Screen Shot 2018-04-03 at 9.56.56 PM

    In a study conducted by Fridberg and Sundberg, subjects were asked to adjust a rhythmically out of place beat in a steady sequence. “The average JND was found to be about 10 ms for tones shorter than about 240 ms durution and about 5% of the duration for longer tones.”
    This figure represents gleaned JND’s of the experiment as a function of time.

      Screen Shot 2018-04-08 at 3.20.18 PM

      A link between these thresholds of rhythmic perception and biological evolution also exists. .

    Our conceptual systems are grounded and structured by sensory process i.e. perception and motor processes i.e. action, since these processes evolved in simultaneously they are fundamentally inseparable and mutually informative.

Therefore, it is plausible to speculate our ability to feel and recognize rhythms is defined by our motor capacities, and to design a model of rhythm perception based around the idea of a sensory-motor filter.

Screen Shot 2018-04-03 at 9.56.40 PM

And in accordance with Fraisse’s models of perception:

Screen Shot 2018-04-03 at 9.56.30 PM

It is important to note the heuristic nature of human mechanisms in understanding sonic stimuli.
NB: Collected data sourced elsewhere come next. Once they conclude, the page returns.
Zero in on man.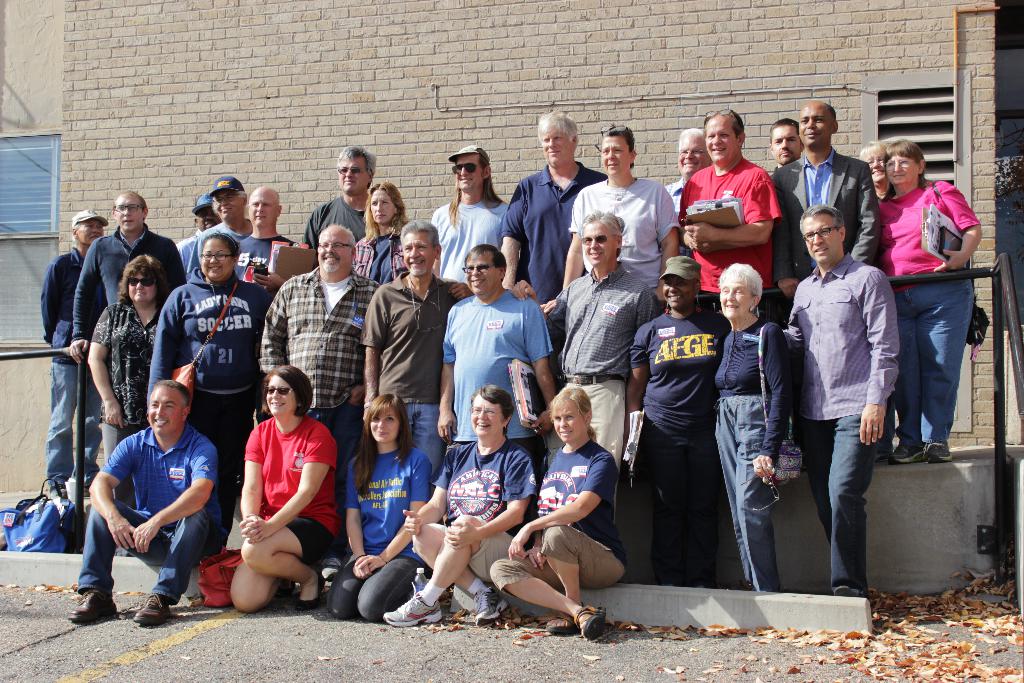
Zeroed in: select_region(186, 175, 253, 283).
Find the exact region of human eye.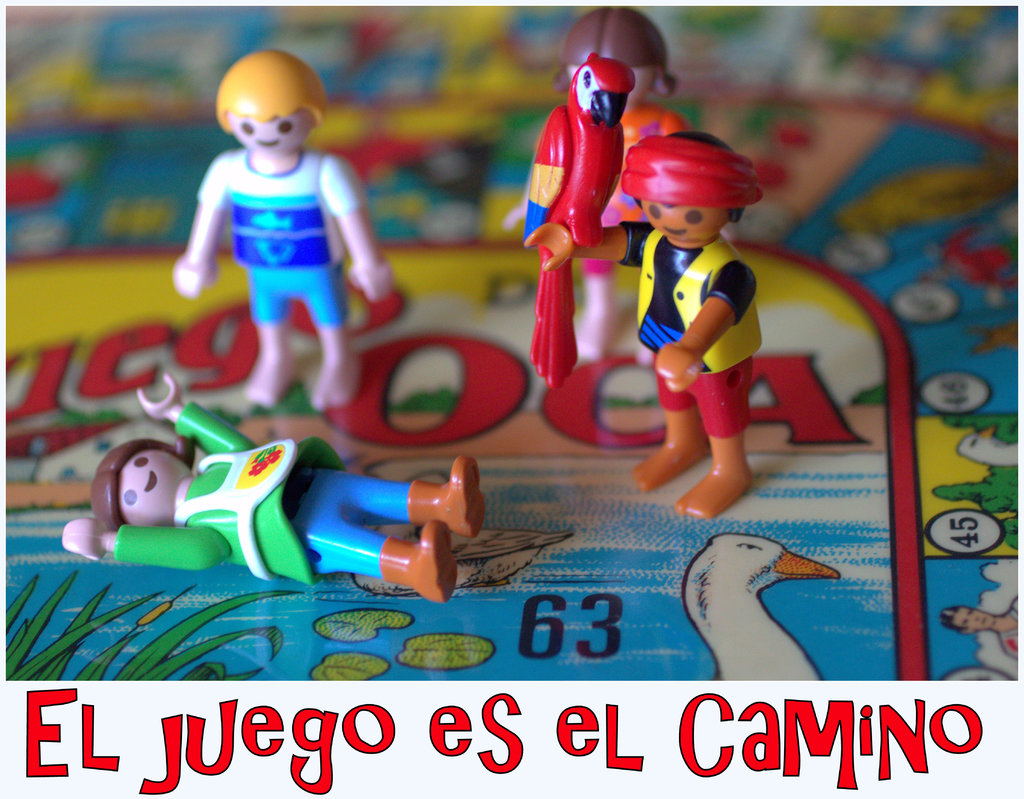
Exact region: (132, 457, 149, 468).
Therefore, in determining such limits it is crucial to operate with widely vary methods of gathering data. Lehman suggests that perception research of music should be viewed not as theoretical models then, but “as a collection of heuristics that may provide useful and meaningful approaches to rhythm in music composition.”

These strikings instances of similarity highlight the intrinsic interconnectivity between the origins of our organs and modes of perception and evolutionary bodies.

Music, therefore, as a whole resides in our brains, as a psychological consequent, which taps into a small window of the physical world where longitudinal waves traveling at precisely right speed and are transformed in ringing harmonies, and clanging repetitions within a precise time frame propel us to move in synchronization.